Ben Dowell
The Observer, Sunday 12 June 2011
Article history
Terry Pratchett says he is poised to sign away his life at the Dignitas clinic
The Discworld author has been sent the consent forms and plans to complete them 'imminently'
Terry Pratchett, the fantasy writer who was diagnosed with Alzheimer's disease in 2008, said that he had started the formal process that could lead to his assisted suicide at the Dignitas clinic in Switzerland.
Pratchett, whose film about the subject of assisted suicide is to be shown on BBC2 tomorrow, revealed that he had been sent the consent forms requesting a suicide by the clinic and planned to sign them imminently. "The only thing stopping me [signing them] is that I have made this film and I have a bloody book to finish," he said during a question and answer session following the screening at the Sheffield documentary festival Doc/Fest.
The author said he decided to start the process after making the film Terry Pratchett: Choosing to Die, which shows the moment of death of a motor neurone sufferer, millionaire hotel owner Peter Smedley, in the presence of his wife.
The BBC's decision to air the programme has led to growing criticism among anti-euthanasia campaigners who have branded the film "assisted suicide propaganda" and warned broadcasters that they risks giving voice to pro-euthanasia views for the sake of "eye-catching TV". Alistair Thompson, a spokesman for the pressure group Care Not Killing Alliance, said the film was the fifth programme produced by the BBC in three years to be presented by a pro-euthanasia sympathiser.
Other examples include a Panorama documentary fronted by pro-euthanasia MSP Margo Macdonald and last year's Richard Dimbleby Lecture, in which Pratchett called for the introduction of euthanasia tribunals. Thompson said: "This is pro-assisted suicide propaganda loosely dressed up as a documentary. Where is the other side of the argument, where are the incredible things disabled people do?
"The evidence is that the more you portray this, the more suicides you will have. The BBC is funded in a different way to other media and has a responsibility to give a balanced programme."
Pratchett, the creator of the Discworld novels, who was 60 when he was diagnosed three years ago, said his decision to start the formal process did not necessarily mean that he was going to take his own life. He claimed he remained unsure about whether to carry through with his own death, saying that he changes his mind "every two minutes". He added that his wife, who chose not to appear in the film, did not want him to take his own life but that if he did choose to die he would prefer to do so in England and in the sunshine.

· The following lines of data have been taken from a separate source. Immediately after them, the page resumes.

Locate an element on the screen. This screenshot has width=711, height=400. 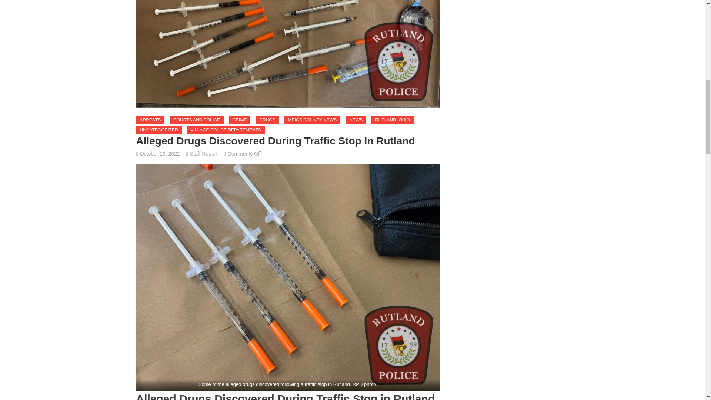
Staff Report is located at coordinates (204, 154).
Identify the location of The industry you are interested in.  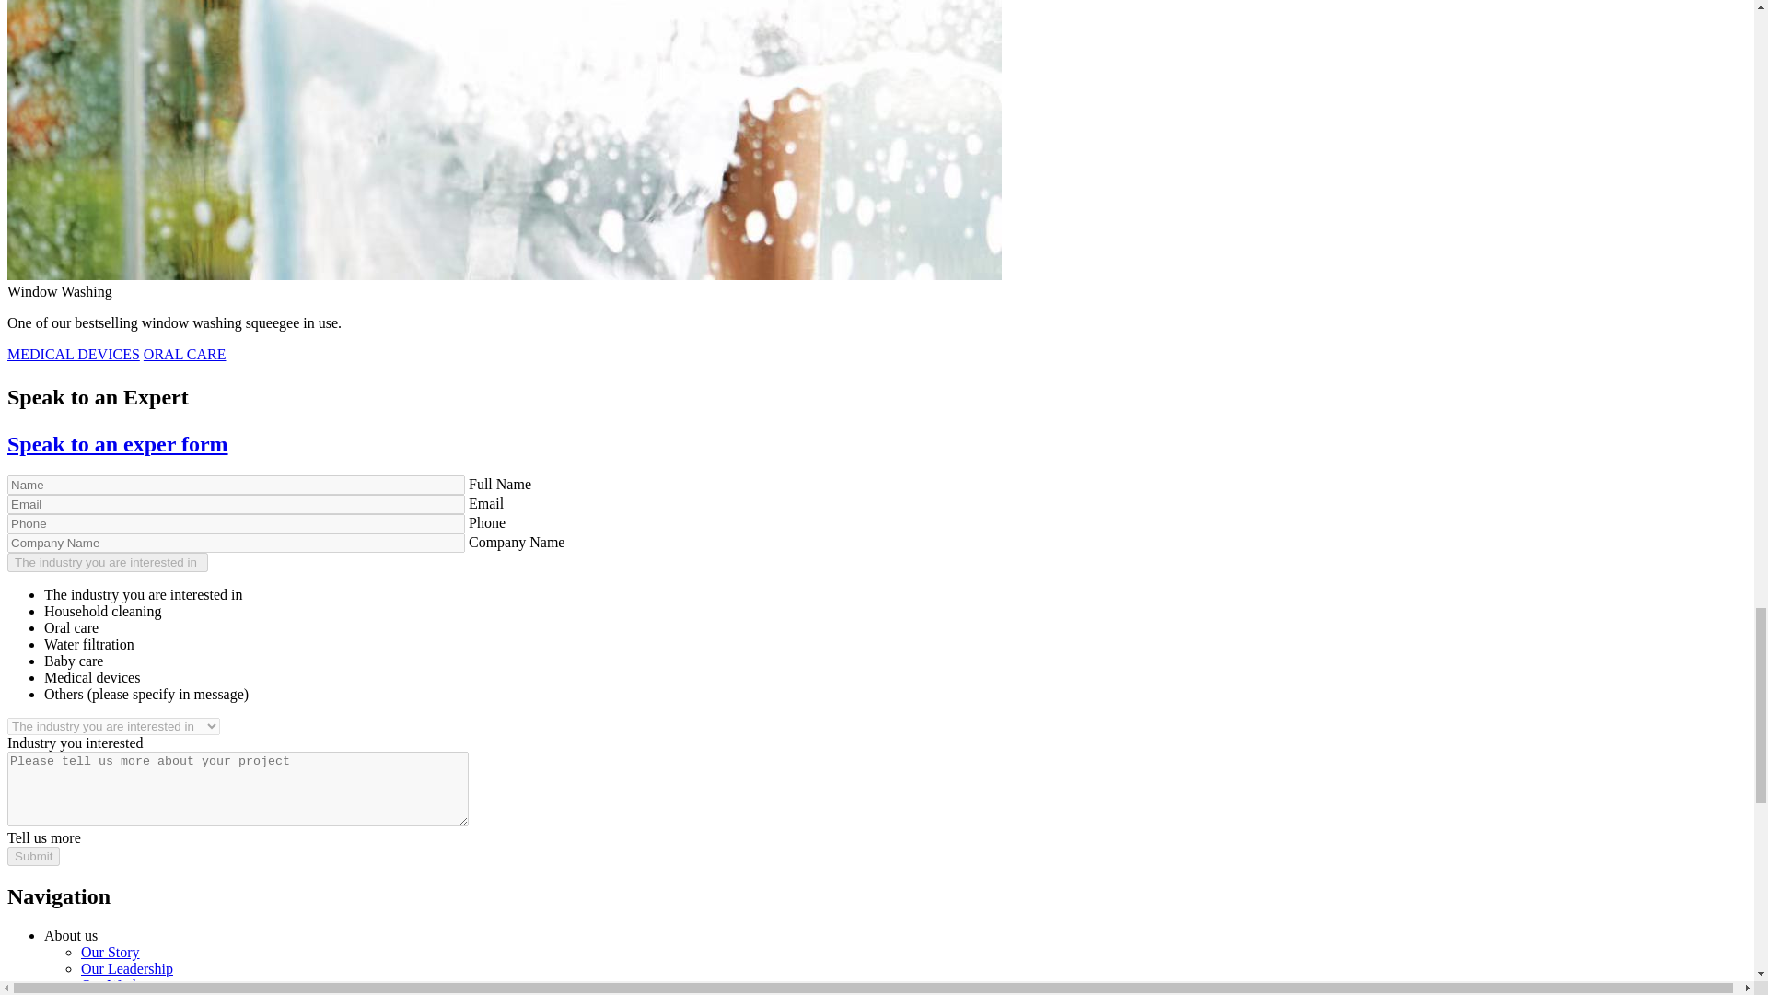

Pratchett also revealed that he would not "go to the barricades" for people who wanted to die because they had grown weary of living. It is estimated that 21% of people who die at Dignitas do not have a terminal illness.
Тут
You know, it's very difficult to accept death. It’s even more difficult to accept suicide. But what can you do if you are diagnosed with some terrible disease and there’s no reason to believe that a “cure” is imminent?
Would you choose “assisted death” which is wrongly called now “assisted suicide”?
I read long ago an article about Terry Pratchett who was diagnosed with Alzheimer's disease in 2007. He does choose assisted death. He describes in that article his battle with Alzheimer's and, you see, that is, undoubtedly, the most well reasoned and mannered argument for assisted death possible. A man of means and intellect facing his imminent end and making the choice.
Godspeed to him.
“From the inside, the disease makes me believe that I am constantly being followed by an invisible moron who moves things, steals things, hides things that I had put down a second before and in general, sometimes causes me to yell with frustration. You see, the disease moves slowly, but you know it’s there. Imagine that you’re in a very, very slow motion car crash. Nothing much seems to be happening. There’s an occasional little bang, a crunch, a screw pops out and spins across the dashboard as if we’re in Apollo 13. But the radio is still playing, the heater is on and it doesn’t seem all that bad, except for the certain knowledge that sooner or later you will be definitely going headfirst through the windscreen.
Let us consider me as a test case. As I have said, I would like to die peacefully with Thomas Tallis on my iPod before the disease takes me over and I hope that will not be for quite some time to come, because if I knew that I could die at any time I wanted, then suddenly every day would be as precious as a million pounds. If I knew that I could die, I would live. My life, my death, my choice”.